Download or read book Wasting a Crisis written by Paul G. Mahoney and published by University of Chicago Press. This book was released on 2016-11-11 with total page 215 pages. Available in PDF, EPUB and Kindle. Book excerpt: In Securities Regulation Reassessed, Paul Mahoney shows that policy responses to financial crises are broadly similar across place and time: political actors, hoping to avoid blame for a financial crisis, create a narrative of market failure, arguing that misbehavior by securities market participants, rather than prior policy errors, is the primary cause of the crisis. Politically obliged regulators craft reforms that purport to solve problems which are either non-existent or only tangentially related to the crisis; yet they increase the complexity and expense of compliance, resulting in consolidation and concentration of market share in the hands of already leading financial firms.

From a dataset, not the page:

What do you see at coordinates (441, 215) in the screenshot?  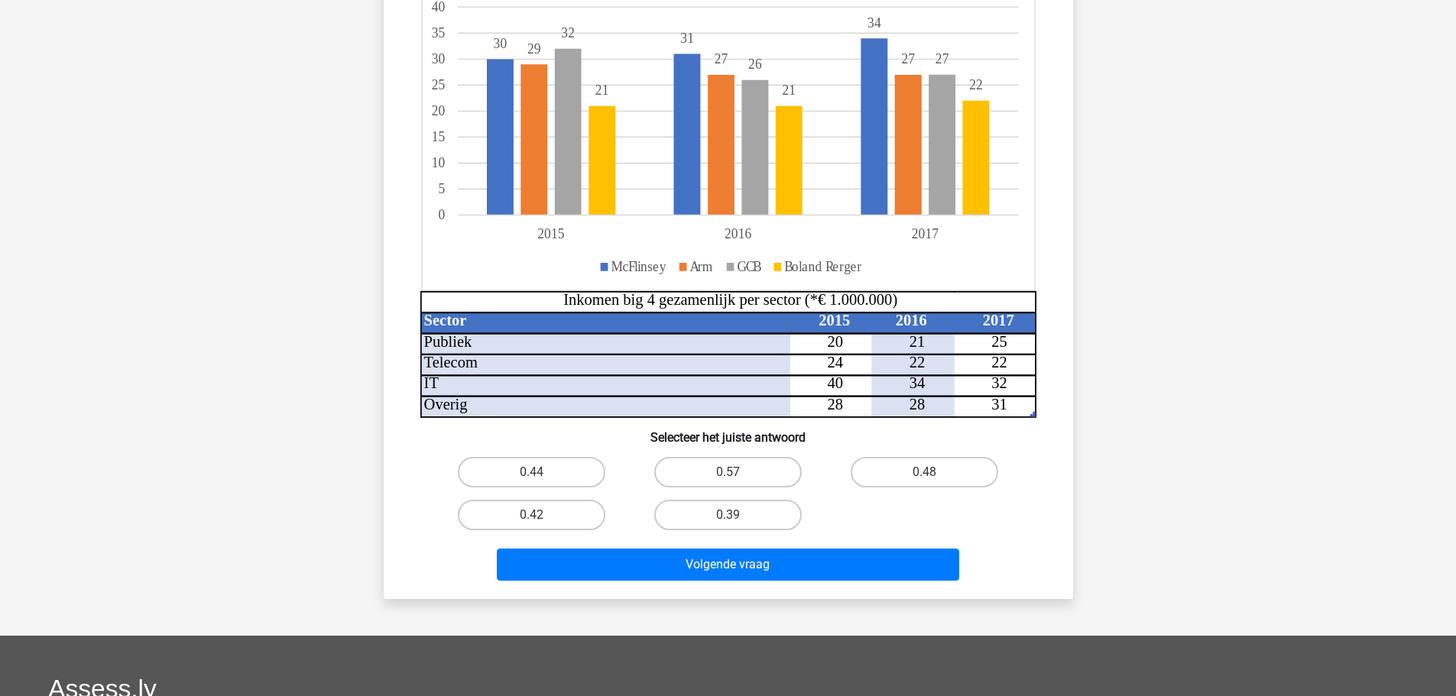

Securities Regulation Reassessed illustrates these points primarily but not exclusively with evidence from the New Deal-era securities reforms in the United States. Against the conventional wisdom that regards the New Deal reforms as successful, Mahoney provides substantial countervailing evidence, showing instead that Congress’s diagnoses were systematically inaccurate and its remedies reduced competition in the securities industry. Looking farther into history, the work treats several key episodes prior to the New Deal, including the English financial crises of 1697 and 1720 and the "blue sky” era of the 1910s and 1920s in the United States. Finally, Mahoney considers the Sarbanes-Oxley Act of 2002 and the Dodd-Frank Act of 2010 from the same analytical perspective. Mahoney finds a predictable pattern for efforts at securities reform: they require huge effort to enact, and yield little objectively measurable payoff and some objectively measurable harm.